ROME – This week the diocesan phase of the beatification cause for Italian mother Chiara Corbella Petrillo, who refused cancer treatment to save her unborn child, will conclude, marking an important step in her path to being declared a saint.

The closing session for the diocesan phase of Corbella’s cause was scheduled to take place Friday, June 21, at the Roman Basilica of Saint John Lateran, where the headquarters of the Diocese of Rome is located, and during which the results of a lengthy inquiry into her life, virtue and reputation for holiness will be presented.

Born in 1984, Corbella met her future husband, Enrico, during a trip to the Marian shrine at Medjugorje in 2002. They began dating and were married six years later, in September 2008 at Saint Peter church in Assisi, home to Saint Francis of Assisi and the soon-to-be canonized teen saint, Carlo Acutis.

Shortly after their wedding, Corbella found out she was pregnant, but the child was diagnosed with anencephaly, a serious birth defect in which the baby is born without parts of the brain or skull.

Despite the fatal diagnosis, the couple decided to carry the pregnancy to term and their daughter, whom they named Maria Grazia Letizia, died half an hour after birth.

A few months later, Corbella discovered that she was pregnant again, this time with a boy whom they named Davide Giovanni. However, Davide was also diagnosed with serious malformations, and was missing his lower limbs.

The couple again decided to carry the pregnancy to term, and Davide died shortly after his birth in 2010.

After undergoing genetic testing that ultimately ruled out any connection between the pathologies of her previous two pregnancies, Corbella became pregnant again with her third child, another boy, whom the couple named Francesco.

However, during the fifth month of her pregnancy, Corbella was diagnosed with a carcinoma of the tongue, and underwent an initial surgery in March 2011.

A second surgery was required, as well as radio and chemotherapy, to treat the disease, however, Corbella chose to delay her treatment until after the birth of her son, who was born healthy in May 2011.

Just a few days later, Corbella underwent the second surgery and began her course of chemo and radiotherapy, however, by then the cancer had spread, and Corbella died June 13, 2012, at just 28 years old.

corbella pope benedict
Pope Benedict XVI greets Chiara Corbella Petrillo in May 2012, weeks before her death. (Vatican Media / chiaracorbellapetrillo.org)

She is buried in the Verano cemetery in Rome, in the same tomb where her two children, Maria Grazia Letizia and Davide Giovanni, are buried.

After Corbella’s passing, news of her death and her choice to postpone treatment to save her unborn child spread, and she quickly gained a reputation for holiness.
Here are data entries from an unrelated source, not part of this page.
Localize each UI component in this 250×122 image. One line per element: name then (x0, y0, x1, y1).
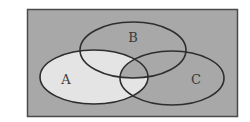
set-c-label: C (191, 72, 201, 87)
set-b-label: B (128, 30, 138, 45)
set-a-label: A (60, 72, 71, 87)
venn-diagram: A B C (0, 0, 250, 122)
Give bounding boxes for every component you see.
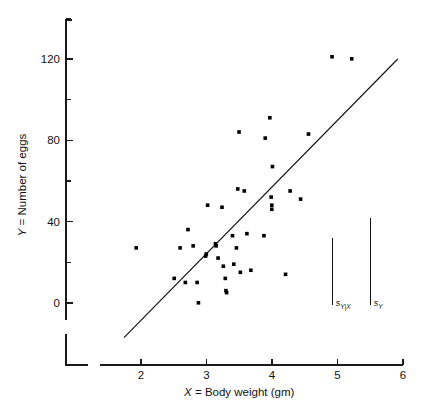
- reference-bar-label: sY|X: [336, 298, 352, 311]
- data-point: [186, 228, 190, 232]
- data-point: [242, 189, 246, 193]
- x-tick-label: 2: [138, 369, 144, 381]
- reference-bar-label: sY: [374, 298, 384, 310]
- data-point: [330, 55, 334, 59]
- data-point: [235, 246, 239, 250]
- y-axis-title: Y = Number of eggs: [16, 133, 28, 236]
- data-point: [232, 262, 236, 266]
- y-tick-label: 120: [41, 53, 60, 65]
- data-point: [288, 189, 292, 193]
- plot-element: Y|X: [340, 303, 351, 311]
- data-point: [299, 197, 303, 201]
- data-point: [172, 277, 176, 281]
- y-axis-break: [66, 334, 88, 365]
- data-point: [222, 264, 226, 268]
- data-point: [271, 165, 275, 169]
- plot-element: = Body weight (gm): [192, 386, 295, 398]
- data-point: [134, 246, 138, 250]
- data-point: [270, 207, 274, 211]
- data-point: [270, 203, 274, 207]
- x-axis-title: X = Body weight (gm): [183, 386, 294, 398]
- data-point: [269, 195, 273, 199]
- data-point: [205, 252, 209, 256]
- x-tick-label: 5: [334, 369, 340, 381]
- data-point: [206, 203, 210, 207]
- data-point: [249, 268, 253, 272]
- data-point: [245, 232, 249, 236]
- y-axis-spine: [66, 20, 72, 320]
- x-tick-label: 6: [400, 369, 406, 381]
- data-point: [350, 57, 354, 61]
- data-point: [191, 244, 195, 248]
- plot-canvas: 0408012023456X = Body weight (gm)Y = Num…: [0, 0, 427, 410]
- data-point: [225, 291, 229, 295]
- x-tick-label: 3: [203, 369, 209, 381]
- data-point: [263, 136, 267, 140]
- y-tick-label: 40: [47, 216, 60, 228]
- data-point: [239, 271, 243, 275]
- y-tick-label: 0: [54, 297, 60, 309]
- data-point: [223, 277, 227, 281]
- x-tick-label: 4: [269, 369, 276, 381]
- data-point: [262, 234, 266, 238]
- data-point: [268, 116, 272, 120]
- data-point: [195, 281, 199, 285]
- data-point: [307, 132, 311, 136]
- y-tick-label: 80: [47, 134, 60, 146]
- data-point: [220, 205, 224, 209]
- data-point: [184, 281, 188, 285]
- data-point: [178, 246, 182, 250]
- data-point: [284, 273, 288, 277]
- scatter-plot-figure: 0408012023456X = Body weight (gm)Y = Num…: [0, 0, 427, 410]
- plot-element: Y: [378, 303, 383, 310]
- data-point: [216, 256, 220, 260]
- data-point: [197, 301, 201, 305]
- regression-line: [124, 59, 398, 338]
- data-point: [237, 130, 241, 134]
- data-point: [231, 234, 235, 238]
- plot-element: = Number of eggs: [16, 133, 28, 228]
- data-point: [236, 187, 240, 191]
- data-point: [214, 244, 218, 248]
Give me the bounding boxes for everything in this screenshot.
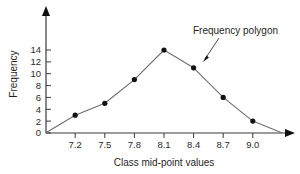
x-tick-label: 7.8	[128, 139, 141, 150]
y-tick-label: 10	[30, 68, 41, 79]
y-tick-label: 2	[36, 116, 41, 127]
x-tick-label: 8.4	[187, 139, 200, 150]
frequency-polygon-chart: 0 2 4 6 8 10 12 14 7.2 7.5 7.8 8.1 8.4 8…	[0, 0, 300, 174]
y-tick-label: 4	[36, 104, 41, 115]
y-tick-label: 6	[36, 92, 41, 103]
y-tick-label: 8	[36, 80, 41, 91]
data-point	[250, 119, 255, 124]
data-point	[221, 95, 226, 100]
x-tick-label: 9.0	[246, 139, 259, 150]
x-tick-label: 8.7	[217, 139, 230, 150]
chart-canvas: 0 2 4 6 8 10 12 14 7.2 7.5 7.8 8.1 8.4 8…	[0, 0, 300, 174]
x-axis-title: Class mid-point values	[114, 157, 215, 168]
data-point	[132, 77, 137, 82]
x-tick-label: 7.5	[98, 139, 111, 150]
data-point	[102, 101, 107, 106]
y-tick-label: 14	[30, 44, 41, 55]
y-tick-label: 12	[30, 56, 41, 67]
data-point	[161, 47, 166, 52]
y-axis-title: Frequency	[8, 50, 19, 97]
x-tick-label: 7.2	[69, 139, 82, 150]
x-tick-label: 8.1	[157, 139, 170, 150]
data-point	[73, 113, 78, 118]
annotation-label: Frequency polygon	[193, 25, 278, 36]
data-point	[191, 65, 196, 70]
y-tick-label: 0	[36, 127, 41, 138]
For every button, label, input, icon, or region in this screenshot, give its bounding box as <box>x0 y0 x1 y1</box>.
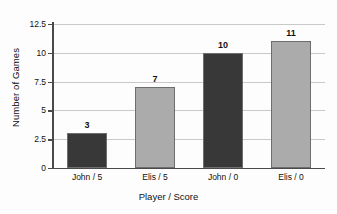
bar-value-label: 3 <box>57 120 117 130</box>
bar <box>67 133 107 168</box>
y-axis-title: Number of Games <box>6 0 26 175</box>
bar <box>271 41 311 168</box>
x-axis-title: Player / Score <box>0 191 337 202</box>
bar-value-label: 10 <box>193 40 253 50</box>
plot-area: 371011 <box>53 24 325 168</box>
bar-chart: Number of Games 02.557.51012.5 371011 Jo… <box>0 0 337 214</box>
y-axis-tick-label: 5 <box>2 105 46 115</box>
y-axis-tick-label: 10 <box>2 48 46 58</box>
y-axis-tick <box>48 82 52 83</box>
x-axis-line <box>52 168 325 170</box>
y-axis-tick <box>48 168 52 169</box>
y-axis-tick-label: 0 <box>2 163 46 173</box>
bar-value-label: 11 <box>261 28 321 38</box>
bar <box>203 53 243 168</box>
y-axis-tick-labels: 02.557.51012.5 <box>0 0 46 214</box>
y-axis-tick <box>48 110 52 111</box>
y-axis-tick-label: 12.5 <box>2 19 46 29</box>
gridline <box>53 24 325 25</box>
y-axis-line <box>52 22 54 169</box>
x-axis-category-label: Elis / 0 <box>251 172 331 182</box>
bar <box>135 87 175 168</box>
y-axis-tick <box>48 53 52 54</box>
y-axis-tick-label: 7.5 <box>2 77 46 87</box>
bar-value-label: 7 <box>125 74 185 84</box>
y-axis-tick <box>48 139 52 140</box>
y-axis-title-text: Number of Games <box>11 48 22 127</box>
y-axis-tick-label: 2.5 <box>2 134 46 144</box>
y-axis-tick <box>48 24 52 25</box>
In 2018, the Diocese of Rome published an edict announcing the opening of her cause for beatification and canonization. She was declared a Servant of God, the first step in the sainthood process, and the diocesan inquiry into her life and virtue began.

On Friday, the closing of the diocesan stage will be presided over by Bishop Baldo Reina, viceregent of the Diocese of Rome, and members of the diocesan tribunal who conducted the inquiry, episcopal delegate Monsignor Giuseppe D’Alonzo; promoter of justice Father Giorgio Ciucci, and actuary notary Marcello Terramani.

In the edict opening Corbella’s sainthood cause, the Diocese of Rome said her sacrificial choice for her child “remains as a beacon of the light of hope, a testimony of faith in God, the author of life, and an example of love greater than fear and death.”

This love, the diocese said, allowed Corbella to tell her friends and family that she considered it “a privilege to know in advance to know that I would die, because I could say ‘I love you’ to everyone.”

According to the edict, Corbella also told her mother, “If the Lord has chosen this for me, it means that it is better this way for me and for those around me. Therefore, I am happy.”

Corbella is one of a growing number of women in Italy, whose staggeringly low birthrate is an increasing concern of both Pope Francis and leading political figures, who have gained notoriety for refusing treatment for life-threatening illnesses in order to save their unborn children.

In 1962, Italian wife and mother Saint Gianna Beretta Molla died after refusing treatment for a tumor in her uterus that was diagnosed while she was pregnant with her fourth child until after the baby was born. She was canonized by Pope John Paul II in 2004.

Earlier this year, a young Italian woman named Azzurra Carnelos died shortly before her 34th birthday after she refused treatment for a recurrence of breast cancer that was diagnosed while she was five months pregnant with her first child.

The child, a boy whom Carnelos and her husband named Antonio, was born in the fall of 2023. Carnelos died several months later, on April 13 of this year, in her home in Oderzo.

These stories have had a particular resonance in Italy, whose low birth rate Pope Francis has often referred to as a “demographic winter,” calling on Italians to be open to life and to have more children.